For gastroduodenal Crohn’s disease, which is indeed quite rare, the symptoms of pain, nausea, vomiting and weight loss with studies to confirm upper GI Crohn’s disease with complications, as you see here, in obstruction, fistula and hemorrhage. The surgery for gastroduodenal Crohn’s disease is fortunately rare but consists really of only bypass and strictureplasty. Resection is reserved for only the worst situations.
What about disease-free margins in small-bowel Crohn’s disease? Just briefly, there are studies that show with normal and disease margins no difference in the rate of cumulative recurrence rate over an eight year period of time. This was published many years ago now, in 1983. In work from our own institution we would say that gross residual disease, in the orange line, has a much higher rate of recurrence than in the overall group of patients without gross residual disease. So what our practice is - at least mine is - is to approach the patient with small-bowel Crohn’s disease, resect that to non-diseased margins and do the anastomosis. If indeed the pathologist tells us that the margin is involved, I’ll go back slightly again - maybe 2 or 3 more centimeters - and do the anastomosis at that level. But I will not resect and resect apparently normal bowel if the disease margin is … if the margin is microscopically diseased only. Perhaps I can answer questions about that in a few minutes.
What about strictureplasty? I think all of you have surgeons who are interested in doing strictureplasty on patients. The rationale for strictureplasty, at least in their minds, is shown here. That indeed the disease involves the whole intestine. It is obviously impossible to cure Crohn’s disease by mere excision alone, and all diseased bowel does not need excision. So if the main problems the patients are having are stenotic in nature, then these can be relieved usually without excising the bowel. In this slide I will show you pretty much the originators or the popularizers of this operation. He was Alexander Williams in a 1985 publication showing a complication rate of about 14% and a symptom recurrence rate of 40% in patients who underwent strictureplasty. The Fazio group published a large group of patients, and our group here at the bottom showing the same preoperative complication rate and only 20% of the patients having recurrent symptoms. So strictureplasty is a definite option for patients with stenotic complications of small-bowel Crohn’s disease.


> **TASK INSTRUCTIONS**
Print every entry exactly as written.

> **EXERCISE MATERIALS**
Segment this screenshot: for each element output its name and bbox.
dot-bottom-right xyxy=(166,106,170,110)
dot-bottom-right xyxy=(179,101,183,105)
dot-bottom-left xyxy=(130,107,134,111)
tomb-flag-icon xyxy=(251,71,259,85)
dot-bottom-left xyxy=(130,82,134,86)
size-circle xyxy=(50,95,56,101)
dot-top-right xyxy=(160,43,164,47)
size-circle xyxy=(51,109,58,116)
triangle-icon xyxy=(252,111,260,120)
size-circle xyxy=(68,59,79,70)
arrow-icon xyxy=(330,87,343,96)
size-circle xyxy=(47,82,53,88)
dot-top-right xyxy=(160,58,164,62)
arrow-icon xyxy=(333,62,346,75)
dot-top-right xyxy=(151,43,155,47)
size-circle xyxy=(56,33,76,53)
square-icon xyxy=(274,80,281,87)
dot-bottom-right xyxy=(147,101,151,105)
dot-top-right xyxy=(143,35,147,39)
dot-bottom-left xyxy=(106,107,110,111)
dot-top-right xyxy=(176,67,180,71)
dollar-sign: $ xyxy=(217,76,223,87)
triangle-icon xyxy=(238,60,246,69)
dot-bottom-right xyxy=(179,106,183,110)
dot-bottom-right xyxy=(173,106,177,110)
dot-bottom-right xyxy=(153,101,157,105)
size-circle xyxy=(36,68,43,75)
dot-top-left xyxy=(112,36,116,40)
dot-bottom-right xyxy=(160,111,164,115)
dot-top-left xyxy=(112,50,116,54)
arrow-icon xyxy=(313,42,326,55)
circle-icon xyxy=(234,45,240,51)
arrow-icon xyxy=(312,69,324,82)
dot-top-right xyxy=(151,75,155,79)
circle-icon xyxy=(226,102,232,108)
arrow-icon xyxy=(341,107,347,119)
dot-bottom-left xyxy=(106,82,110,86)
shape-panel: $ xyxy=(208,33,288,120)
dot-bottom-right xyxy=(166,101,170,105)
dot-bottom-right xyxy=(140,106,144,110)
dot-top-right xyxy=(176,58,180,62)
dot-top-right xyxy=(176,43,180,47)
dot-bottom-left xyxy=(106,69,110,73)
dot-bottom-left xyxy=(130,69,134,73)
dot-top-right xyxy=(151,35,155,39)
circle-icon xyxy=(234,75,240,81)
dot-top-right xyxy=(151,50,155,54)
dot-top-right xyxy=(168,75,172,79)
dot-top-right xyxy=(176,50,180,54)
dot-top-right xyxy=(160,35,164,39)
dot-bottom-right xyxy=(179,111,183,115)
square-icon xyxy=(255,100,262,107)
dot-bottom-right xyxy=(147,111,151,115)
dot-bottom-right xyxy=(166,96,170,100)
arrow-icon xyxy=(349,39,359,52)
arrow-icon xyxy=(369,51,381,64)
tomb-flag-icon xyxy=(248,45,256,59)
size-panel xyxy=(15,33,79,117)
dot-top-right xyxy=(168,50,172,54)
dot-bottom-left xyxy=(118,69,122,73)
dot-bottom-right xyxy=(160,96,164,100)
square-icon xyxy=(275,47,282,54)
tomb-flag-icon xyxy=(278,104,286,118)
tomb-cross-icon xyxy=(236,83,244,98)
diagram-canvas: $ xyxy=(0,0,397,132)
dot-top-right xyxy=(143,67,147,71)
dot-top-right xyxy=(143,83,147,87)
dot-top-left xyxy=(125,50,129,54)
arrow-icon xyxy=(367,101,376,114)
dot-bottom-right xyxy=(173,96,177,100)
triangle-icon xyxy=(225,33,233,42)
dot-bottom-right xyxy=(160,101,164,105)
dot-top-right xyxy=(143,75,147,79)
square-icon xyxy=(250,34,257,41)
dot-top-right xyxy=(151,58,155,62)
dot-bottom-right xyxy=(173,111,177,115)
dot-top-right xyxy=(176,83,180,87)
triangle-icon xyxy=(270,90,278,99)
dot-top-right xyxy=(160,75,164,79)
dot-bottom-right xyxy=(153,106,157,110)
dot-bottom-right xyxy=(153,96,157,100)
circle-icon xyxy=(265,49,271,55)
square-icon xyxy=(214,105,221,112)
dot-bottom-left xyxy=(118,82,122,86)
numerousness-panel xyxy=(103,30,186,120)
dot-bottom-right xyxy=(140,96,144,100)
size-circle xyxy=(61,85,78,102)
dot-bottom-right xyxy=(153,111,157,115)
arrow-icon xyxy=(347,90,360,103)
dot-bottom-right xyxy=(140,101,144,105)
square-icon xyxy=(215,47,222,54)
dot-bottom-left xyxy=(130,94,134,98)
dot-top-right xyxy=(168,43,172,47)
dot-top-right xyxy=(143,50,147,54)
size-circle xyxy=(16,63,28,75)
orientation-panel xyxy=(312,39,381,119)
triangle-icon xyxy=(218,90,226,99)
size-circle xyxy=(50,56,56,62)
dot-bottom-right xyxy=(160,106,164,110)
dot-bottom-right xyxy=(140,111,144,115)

> **SOLUTION TO THE PROBLEM**
Segment this screenshot: for each element output its name and bbox.
dot-bottom-right xyxy=(166,106,170,110)
dot-bottom-right xyxy=(179,101,183,105)
dot-bottom-left xyxy=(130,107,134,111)
tomb-flag-icon xyxy=(251,71,259,85)
dot-bottom-left xyxy=(130,82,134,86)
size-circle xyxy=(50,95,56,101)
dot-top-right xyxy=(160,43,164,47)
size-circle xyxy=(51,109,58,116)
triangle-icon xyxy=(252,111,260,120)
size-circle xyxy=(68,59,79,70)
arrow-icon xyxy=(330,87,343,96)
size-circle xyxy=(47,82,53,88)
dot-top-right xyxy=(160,58,164,62)
arrow-icon xyxy=(333,62,346,75)
dot-top-right xyxy=(151,43,155,47)
size-circle xyxy=(56,33,76,53)
square-icon xyxy=(274,80,281,87)
dot-bottom-right xyxy=(147,101,151,105)
dot-top-right xyxy=(143,35,147,39)
dot-bottom-left xyxy=(106,107,110,111)
dot-top-right xyxy=(176,67,180,71)
dollar-sign: $ xyxy=(217,76,223,87)
triangle-icon xyxy=(238,60,246,69)
dot-bottom-right xyxy=(179,106,183,110)
dot-bottom-right xyxy=(173,106,177,110)
dot-bottom-right xyxy=(153,101,157,105)
size-circle xyxy=(36,68,43,75)
dot-top-left xyxy=(112,36,116,40)
dot-bottom-right xyxy=(160,111,164,115)
dot-top-left xyxy=(112,50,116,54)
arrow-icon xyxy=(313,42,326,55)
circle-icon xyxy=(234,45,240,51)
arrow-icon xyxy=(312,69,324,82)
dot-top-right xyxy=(151,75,155,79)
circle-icon xyxy=(226,102,232,108)
arrow-icon xyxy=(341,107,347,119)
dot-bottom-left xyxy=(106,82,110,86)
shape-panel: $ xyxy=(208,33,288,120)
dot-bottom-right xyxy=(166,101,170,105)
dot-bottom-right xyxy=(140,106,144,110)
dot-top-right xyxy=(176,58,180,62)
dot-top-right xyxy=(176,43,180,47)
dot-bottom-left xyxy=(106,69,110,73)
dot-bottom-left xyxy=(130,69,134,73)
dot-top-right xyxy=(151,35,155,39)
circle-icon xyxy=(234,75,240,81)
dot-top-right xyxy=(151,50,155,54)
dot-top-right xyxy=(168,75,172,79)
dot-top-right xyxy=(176,50,180,54)
dot-top-right xyxy=(160,35,164,39)
dot-bottom-right xyxy=(179,111,183,115)
square-icon xyxy=(255,100,262,107)
dot-bottom-right xyxy=(147,111,151,115)
dot-bottom-right xyxy=(166,96,170,100)
arrow-icon xyxy=(349,39,359,52)
arrow-icon xyxy=(369,51,381,64)
tomb-flag-icon xyxy=(248,45,256,59)
size-panel xyxy=(15,33,79,117)
dot-top-right xyxy=(168,50,172,54)
dot-bottom-left xyxy=(118,69,122,73)
dot-bottom-right xyxy=(160,96,164,100)
square-icon xyxy=(275,47,282,54)
tomb-flag-icon xyxy=(278,104,286,118)
tomb-cross-icon xyxy=(236,83,244,98)
diagram-canvas: $ xyxy=(0,0,397,132)
dot-top-right xyxy=(143,67,147,71)
dot-top-right xyxy=(143,83,147,87)
dot-top-left xyxy=(125,50,129,54)
arrow-icon xyxy=(367,101,376,114)
dot-bottom-right xyxy=(173,96,177,100)
triangle-icon xyxy=(225,33,233,42)
dot-bottom-right xyxy=(160,101,164,105)
dot-top-right xyxy=(143,75,147,79)
square-icon xyxy=(250,34,257,41)
dot-top-right xyxy=(151,58,155,62)
dot-bottom-right xyxy=(173,111,177,115)
dot-top-right xyxy=(176,83,180,87)
triangle-icon xyxy=(270,90,278,99)
dot-top-right xyxy=(160,75,164,79)
dot-bottom-right xyxy=(153,106,157,110)
dot-bottom-right xyxy=(153,96,157,100)
circle-icon xyxy=(265,49,271,55)
square-icon xyxy=(214,105,221,112)
dot-bottom-left xyxy=(118,82,122,86)
numerousness-panel xyxy=(103,30,186,120)
dot-bottom-right xyxy=(140,96,144,100)
size-circle xyxy=(61,85,78,102)
dot-bottom-right xyxy=(153,111,157,115)
arrow-icon xyxy=(347,90,360,103)
dot-bottom-right xyxy=(140,101,144,105)
square-icon xyxy=(215,47,222,54)
dot-bottom-left xyxy=(130,94,134,98)
dot-top-right xyxy=(168,43,172,47)
dot-top-right xyxy=(143,50,147,54)
size-circle xyxy=(16,63,28,75)
orientation-panel xyxy=(312,39,381,119)
triangle-icon xyxy=(218,90,226,99)
size-circle xyxy=(50,56,56,62)
dot-bottom-right xyxy=(160,106,164,110)
dot-bottom-right xyxy=(140,111,144,115)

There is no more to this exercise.